The Force…or some other such nonsense…

ok. care to say which force?

Are you serious? That’s being cheap and artificial. People will eventually come to learn you.

One is supposed to understand people and all their weaknesses. including himself. If that was his mindset then he is a shallow minded person. We have seen bigger and wealthier people with a deeper understanding of the human psyche.
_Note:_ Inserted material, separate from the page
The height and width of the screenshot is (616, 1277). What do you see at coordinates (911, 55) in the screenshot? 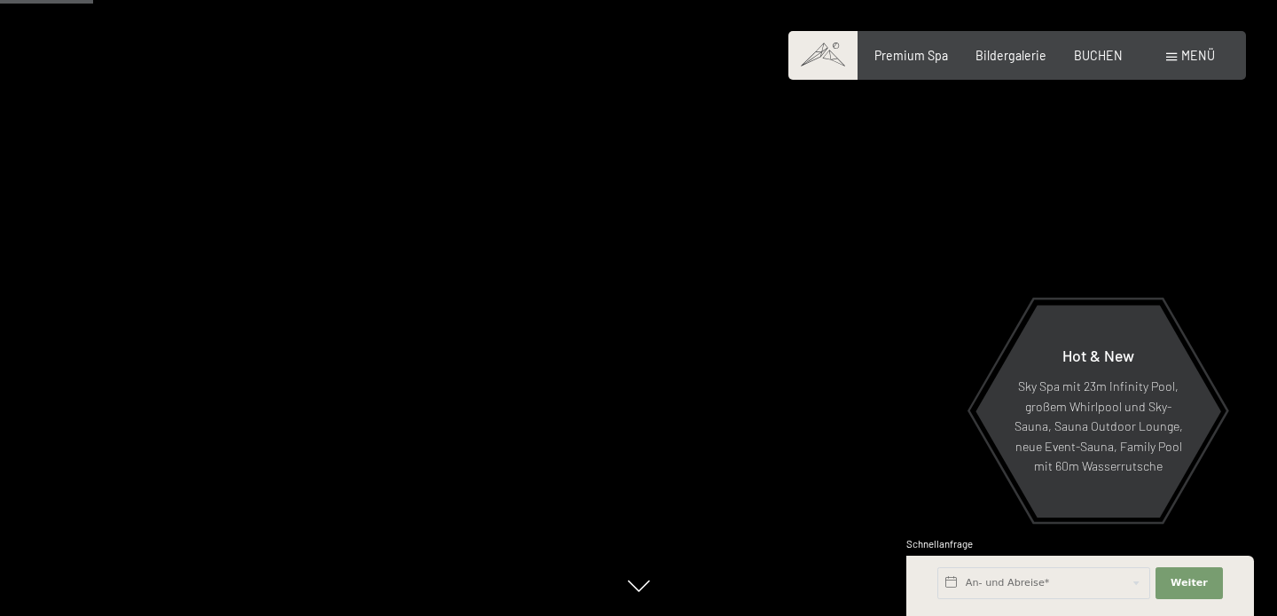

Luckily, I am not in the business of impressing people so…
The only difference between me and most people is that I am not a hypocrite and won’t hide what I think just to please them. Most of you will desert your broke friends when you get a fortune…but you won’t admit it because of your hypocritical nature. I will because I’m not a hypocrite. To me most friendships are situational and as soon as I get what I want, or when I feel there is no more value in that friendship I ghost them, I move on. The only caveat is to be polite and not to burn bridges…that’s why I prefer ghosting.

At your age, you should know that friendships only last if you are in the same social status. If you doubt, get broke and see how many friends you drink with today will stick with you. It is a zero sum game. You are either being exploited, or doing the exploitation for personal interests. I’d rather do the exploiting than be the exploited. For you to win someone has to lose.

This is very modest.

With all the wisdom you outlined above, have you started a tobacco company called mastercat yet?

Without tangible effidence hii ni upus ya chief peasant.